Is it normal for a dishwasher to pause for a long time?

Sometimes, yes. Many dishwashers pause during soak or heat portions of the cycle, especially on heavy, auto, or sanitize settings. If it always finishes, leaves no standing water, and does not need you to touch the door to continue, the pause may be normal.

Why does my dishwasher seem stuck but starts again later?

The usual reasons are a slow drain, a water-level issue, or a normal heat hold. If you open the door and see water sitting in the bottom, start with the dishwasher filter and drain path. If pressing on the door makes it restart, look hard at the dishwasher door latch.
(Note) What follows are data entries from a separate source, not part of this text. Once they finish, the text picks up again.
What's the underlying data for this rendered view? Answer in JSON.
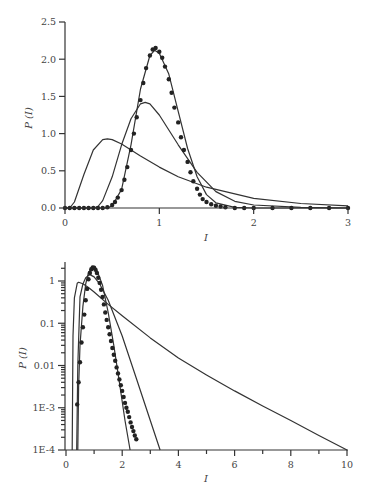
{
  "chart_data": [
    {
      "type": "line",
      "title": "",
      "xlabel": "I",
      "ylabel": "P (I)",
      "xlim": [
        0,
        3
      ],
      "ylim": [
        0,
        2.5
      ],
      "yscale": "linear",
      "xticks": [
        "0",
        "1",
        "2",
        "3"
      ],
      "yticks": [
        "0.0",
        "0.5",
        "1.0",
        "1.5",
        "2.0",
        "2.5"
      ],
      "grid": false,
      "legend": null,
      "series": [
        {
          "name": "curve-broad",
          "style": "line",
          "peak_x": 0.45,
          "peak_y": 0.93,
          "x": [
            0,
            0.05,
            0.1,
            0.2,
            0.3,
            0.4,
            0.45,
            0.5,
            0.6,
            0.8,
            1.0,
            1.2,
            1.5,
            2.0,
            2.5,
            3.0
          ],
          "y": [
            0,
            0.0,
            0.08,
            0.45,
            0.78,
            0.92,
            0.93,
            0.92,
            0.86,
            0.7,
            0.55,
            0.42,
            0.28,
            0.13,
            0.06,
            0.03
          ]
        },
        {
          "name": "curve-medium",
          "style": "line",
          "peak_x": 0.85,
          "peak_y": 1.42,
          "x": [
            0,
            0.3,
            0.35,
            0.4,
            0.5,
            0.6,
            0.7,
            0.8,
            0.85,
            0.9,
            1.0,
            1.2,
            1.4,
            1.6,
            1.8,
            2.0,
            2.5,
            3.0
          ],
          "y": [
            0,
            0.0,
            0.02,
            0.1,
            0.42,
            0.85,
            1.2,
            1.4,
            1.42,
            1.4,
            1.25,
            0.85,
            0.48,
            0.22,
            0.09,
            0.04,
            0.01,
            0.0
          ]
        },
        {
          "name": "curve-narrow",
          "style": "line",
          "peak_x": 0.95,
          "peak_y": 2.12,
          "x": [
            0,
            0.45,
            0.5,
            0.6,
            0.7,
            0.8,
            0.9,
            0.95,
            1.0,
            1.1,
            1.2,
            1.3,
            1.4,
            1.5,
            1.6,
            1.8,
            2.0,
            3.0
          ],
          "y": [
            0,
            0.0,
            0.03,
            0.25,
            0.85,
            1.6,
            2.05,
            2.12,
            2.08,
            1.8,
            1.3,
            0.8,
            0.42,
            0.18,
            0.07,
            0.01,
            0.0,
            0.0
          ]
        },
        {
          "name": "data-points",
          "style": "markers",
          "x": [
            0.0,
            0.05,
            0.1,
            0.15,
            0.2,
            0.25,
            0.3,
            0.35,
            0.4,
            0.45,
            0.5,
            0.53,
            0.56,
            0.6,
            0.63,
            0.66,
            0.7,
            0.73,
            0.76,
            0.8,
            0.83,
            0.86,
            0.9,
            0.93,
            0.96,
            1.0,
            1.03,
            1.06,
            1.1,
            1.13,
            1.16,
            1.2,
            1.23,
            1.26,
            1.3,
            1.33,
            1.36,
            1.4,
            1.43,
            1.46,
            1.5,
            1.55,
            1.6,
            1.65,
            1.7,
            1.8,
            1.9,
            2.0,
            2.2,
            2.4,
            2.6,
            2.8,
            3.0
          ],
          "y": [
            0,
            0,
            0,
            0,
            0,
            0,
            0,
            0,
            0,
            0.01,
            0.04,
            0.08,
            0.14,
            0.24,
            0.38,
            0.55,
            0.78,
            1.0,
            1.22,
            1.45,
            1.68,
            1.88,
            2.05,
            2.13,
            2.15,
            2.1,
            2.02,
            1.9,
            1.73,
            1.55,
            1.35,
            1.15,
            0.95,
            0.78,
            0.62,
            0.48,
            0.36,
            0.26,
            0.18,
            0.12,
            0.08,
            0.05,
            0.03,
            0.02,
            0.01,
            0.0,
            0.0,
            0.0,
            0.0,
            0.0,
            0.0,
            0.0,
            0.0
          ]
        }
      ]
    },
    {
      "type": "line",
      "title": "",
      "xlabel": "I",
      "ylabel": "P (I)",
      "xlim": [
        0,
        10
      ],
      "ylim": [
        0.0001,
        3
      ],
      "yscale": "log",
      "xticks": [
        "0",
        "2",
        "4",
        "6",
        "8",
        "10"
      ],
      "yticks": [
        "1E-4",
        "1E-3",
        "0.01",
        "0.1",
        "1"
      ],
      "grid": false,
      "legend": null,
      "series": [
        {
          "name": "curve-broad",
          "style": "line",
          "x": [
            0.22,
            0.25,
            0.3,
            0.4,
            0.45,
            0.6,
            0.8,
            1.0,
            1.5,
            2.0,
            3.0,
            4.0,
            5.0,
            6.0,
            7.0,
            8.0,
            9.0,
            10.0
          ],
          "y": [
            0.0001,
            0.05,
            0.4,
            0.88,
            0.93,
            0.86,
            0.7,
            0.55,
            0.28,
            0.15,
            0.045,
            0.015,
            0.006,
            0.0025,
            0.0011,
            0.0005,
            0.00022,
            0.0001
          ]
        },
        {
          "name": "curve-medium",
          "style": "line",
          "x": [
            0.38,
            0.42,
            0.5,
            0.6,
            0.7,
            0.85,
            1.0,
            1.2,
            1.5,
            2.0,
            2.5,
            3.0,
            3.35
          ],
          "y": [
            0.0001,
            0.01,
            0.42,
            0.85,
            1.2,
            1.42,
            1.25,
            0.85,
            0.35,
            0.05,
            0.005,
            0.0005,
            0.0001
          ]
        },
        {
          "name": "curve-narrow",
          "style": "line",
          "x": [
            0.42,
            0.45,
            0.5,
            0.6,
            0.7,
            0.8,
            0.95,
            1.1,
            1.3,
            1.5,
            1.7,
            1.9,
            2.1,
            2.28
          ],
          "y": [
            0.0001,
            0.003,
            0.03,
            0.25,
            0.85,
            1.6,
            2.12,
            1.8,
            0.8,
            0.18,
            0.03,
            0.004,
            0.0005,
            0.0001
          ]
        },
        {
          "name": "data-points",
          "style": "markers",
          "x": [
            0.4,
            0.45,
            0.5,
            0.55,
            0.6,
            0.65,
            0.7,
            0.75,
            0.8,
            0.85,
            0.9,
            0.95,
            1.0,
            1.05,
            1.1,
            1.15,
            1.2,
            1.25,
            1.3,
            1.35,
            1.4,
            1.45,
            1.5,
            1.55,
            1.6,
            1.65,
            1.7,
            1.75,
            1.8,
            1.85,
            1.9,
            1.95,
            2.0,
            2.05,
            2.1,
            2.15,
            2.2,
            2.25,
            2.3,
            2.35,
            2.4,
            2.45,
            2.5
          ],
          "y": [
            0.0012,
            0.004,
            0.012,
            0.035,
            0.08,
            0.16,
            0.35,
            0.65,
            1.1,
            1.55,
            1.9,
            2.1,
            2.05,
            1.85,
            1.55,
            1.2,
            0.9,
            0.62,
            0.42,
            0.28,
            0.18,
            0.12,
            0.08,
            0.055,
            0.038,
            0.026,
            0.018,
            0.013,
            0.009,
            0.0065,
            0.0047,
            0.0034,
            0.0025,
            0.0018,
            0.0013,
            0.001,
            0.0008,
            0.0006,
            0.00045,
            0.00035,
            0.00028,
            0.00022,
            0.00018
          ]
        }
      ]
    }
  ],
  "charts": {
    "top": {
      "ylabel": "P (I)",
      "xlabel": "I",
      "yticks": [
        "0.0",
        "0.5",
        "1.0",
        "1.5",
        "2.0",
        "2.5"
      ],
      "xticks": [
        "0",
        "1",
        "2",
        "3"
      ]
    },
    "bottom": {
      "ylabel": "P (I)",
      "xlabel": "I",
      "yticks": [
        "1E-4",
        "1E-3",
        "0.01",
        "0.1",
        "1"
      ],
      "xticks": [
        "0",
        "2",
        "4",
        "6",
        "8",
        "10"
      ]
    }
  },
  "colors": {
    "line": "#333333",
    "marker": "#222222",
    "text": "#444444",
    "background": "#ffffff"
  }
}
Can a dirty dishwasher filter make the cycle take forever?

Yes. A clogged dishwasher filter can slow draining enough that the machine sits and retries before moving on. That is one of the most common causes of a dishwasher that pauses too long.

Should I replace the dishwasher control board for long pauses?

Not first. Control boards do fail, but long pauses are much more often caused by a dirty filter, partial drain restriction, stuck float, or an intermittent dishwasher door latch. Rule those out before spending money on electronics.

What if my dishwasher pauses too long and leaves water in the bottom?

Treat that as a drain problem until proven otherwise. Clean the dishwasher filter, check the sump for debris, inspect the dishwasher drain hose, and clear the air gap if your sink has one. If the sink or disposal is backing up, that can slow the dishwasher too.

Why does pressing on the dishwasher door make it start again?

That usually points to a dishwasher door latch or alignment problem. The latch may be worn, loose, or just barely catching, so the machine pauses because it is not getting a steady door-closed signal.